Palynologically calibrated vertebrate record from North Dakota consistent with abrupt dinosaur extinction at the Cretaceous-Tertiary boundary

  1. Dean A. Pearson1,
  2. Terry Schaefer 1,
  3. Kirk R. Johnson2 and
  4. Douglas J. Nichols3
  1. 1Pioneer Trails Regional Museum, Bowman, North Dakota 58623, USA
  2. 2Denver Museum of Nature and Science, Denver, Colorado 80205, USA
  3. 3U.S. Geological Survey, MS 939, Box 25046, Denver, Colorado 80225, USA

    Abstract

    New data from 17 Cretaceous-Tertiary (K-T) boundary sections and 53 vertebrate sites in the Hell Creek and Fort Union Formations in southwestern North Dakota document a 1.76 m barren interval between the highest Cretaceous vertebrate fossils and the palynologically recognized K-T boundary. The boundary is above the formational contact at 15 localities and coincident with it at two, demonstrating that the formational contact is diachronous. Dinosaurs are common in the highest Cretaceous vertebrate samples and a partial dinosaur skeleton in the Fort Union Formation is the highest recorded Cretaceous vertebrate fossil in this area.

    Footnotes

      • Accepted October 3, 2000.
      • Received June 16, 2000.
      • Revision received September 26, 2000.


** What you should do **
Please state how many lines of the listing contain the word "trace", giving the number by itself.

** The records **
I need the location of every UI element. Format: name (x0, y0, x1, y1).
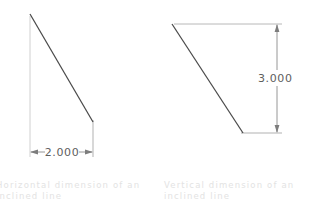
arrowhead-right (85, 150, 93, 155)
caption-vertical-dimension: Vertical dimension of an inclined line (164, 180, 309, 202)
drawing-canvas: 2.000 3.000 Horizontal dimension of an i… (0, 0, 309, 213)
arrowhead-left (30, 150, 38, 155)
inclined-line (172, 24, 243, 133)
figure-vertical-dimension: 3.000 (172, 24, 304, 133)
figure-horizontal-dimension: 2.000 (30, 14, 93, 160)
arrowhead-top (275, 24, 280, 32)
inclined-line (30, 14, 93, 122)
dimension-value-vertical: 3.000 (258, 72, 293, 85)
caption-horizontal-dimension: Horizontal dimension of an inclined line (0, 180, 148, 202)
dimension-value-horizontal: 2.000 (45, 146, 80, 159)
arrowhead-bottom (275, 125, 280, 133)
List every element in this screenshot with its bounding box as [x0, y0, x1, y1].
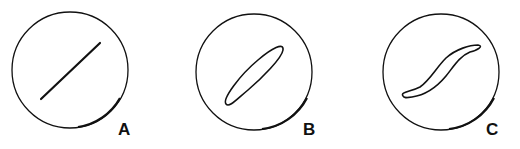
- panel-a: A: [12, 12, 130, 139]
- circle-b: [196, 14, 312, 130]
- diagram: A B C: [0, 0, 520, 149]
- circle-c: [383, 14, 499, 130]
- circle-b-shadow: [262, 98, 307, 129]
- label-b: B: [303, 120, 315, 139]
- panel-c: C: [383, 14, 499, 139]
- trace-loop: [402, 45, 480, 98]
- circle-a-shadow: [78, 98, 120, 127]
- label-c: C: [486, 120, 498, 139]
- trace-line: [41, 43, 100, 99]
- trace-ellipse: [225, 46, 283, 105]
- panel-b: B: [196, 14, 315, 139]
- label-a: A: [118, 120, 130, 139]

--

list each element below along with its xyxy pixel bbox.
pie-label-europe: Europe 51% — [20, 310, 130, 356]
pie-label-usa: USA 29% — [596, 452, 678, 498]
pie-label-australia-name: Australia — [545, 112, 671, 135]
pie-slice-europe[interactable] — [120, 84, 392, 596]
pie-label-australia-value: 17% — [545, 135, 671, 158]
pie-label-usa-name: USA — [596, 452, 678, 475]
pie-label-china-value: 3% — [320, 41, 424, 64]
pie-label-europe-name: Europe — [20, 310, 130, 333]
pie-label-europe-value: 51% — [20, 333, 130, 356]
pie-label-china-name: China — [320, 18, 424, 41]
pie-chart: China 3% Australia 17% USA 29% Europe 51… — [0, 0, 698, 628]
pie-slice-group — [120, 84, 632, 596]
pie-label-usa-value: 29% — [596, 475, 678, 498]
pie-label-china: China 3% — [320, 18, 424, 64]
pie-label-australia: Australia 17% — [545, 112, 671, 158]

** Written answer **
3